Yeah. It’s gonna be very challenging for these kids. It’s gonna be very weird. They’re probably

Speaker: 0
02:57:56

GBTs, ai, like, an extra virtual girlfriends or whatever they probably have on there. And Yeah.

Speaker: 1
02:58:02

Gets weird. Listen, man. Thank you very much for being here. I really enjoyed it. It was really fun. My pleasure. Tell everybody your channel, how they can watch your content.

Speaker: 0
02:58:10

Yeah. Sure. My channel is called Cool Worlds. I have a mouthful. Cool Worlds. So you can head to youtube.com/@coolworlds. We also have a podcast, the Cool Worlds Lab podcast.
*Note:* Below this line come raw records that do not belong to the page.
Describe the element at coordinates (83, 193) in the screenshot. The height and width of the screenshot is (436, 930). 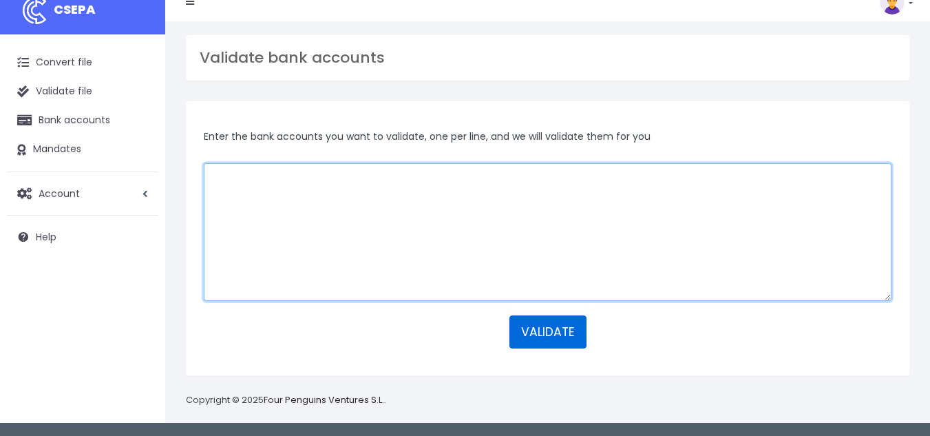
I see `a: Account` at that location.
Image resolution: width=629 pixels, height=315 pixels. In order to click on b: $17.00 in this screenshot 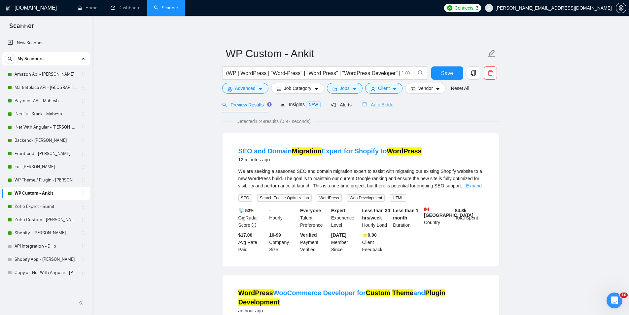, I will do `click(245, 235)`.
And if you wanna support a real research program, that’s my team, the Cool Worlds Lab at Columbia University. You can just head to coolwarslab.com/support.

Speaker: 1
02:58:29

Cool. There it is.

Speaker: 0
02:58:29

Meh. Head over there, and your for the price of a coffee per month, hey, you can actually support real astronomy research.

Speaker: 1
02:58:36

Beautiful. Thank you very much. Yeah.

Speaker: 0
02:58:38

Let’s do

Speaker: 1
02:58:38

this again sometime. Yeah. That’s fine. Thank you. Alright. Bye, everybody. This episode is brought to you by SimpliSafe. We go to doctors and dentists for checkups for a reason, to make sure that everything’s fine and to tackle anything before it turns into something bigger.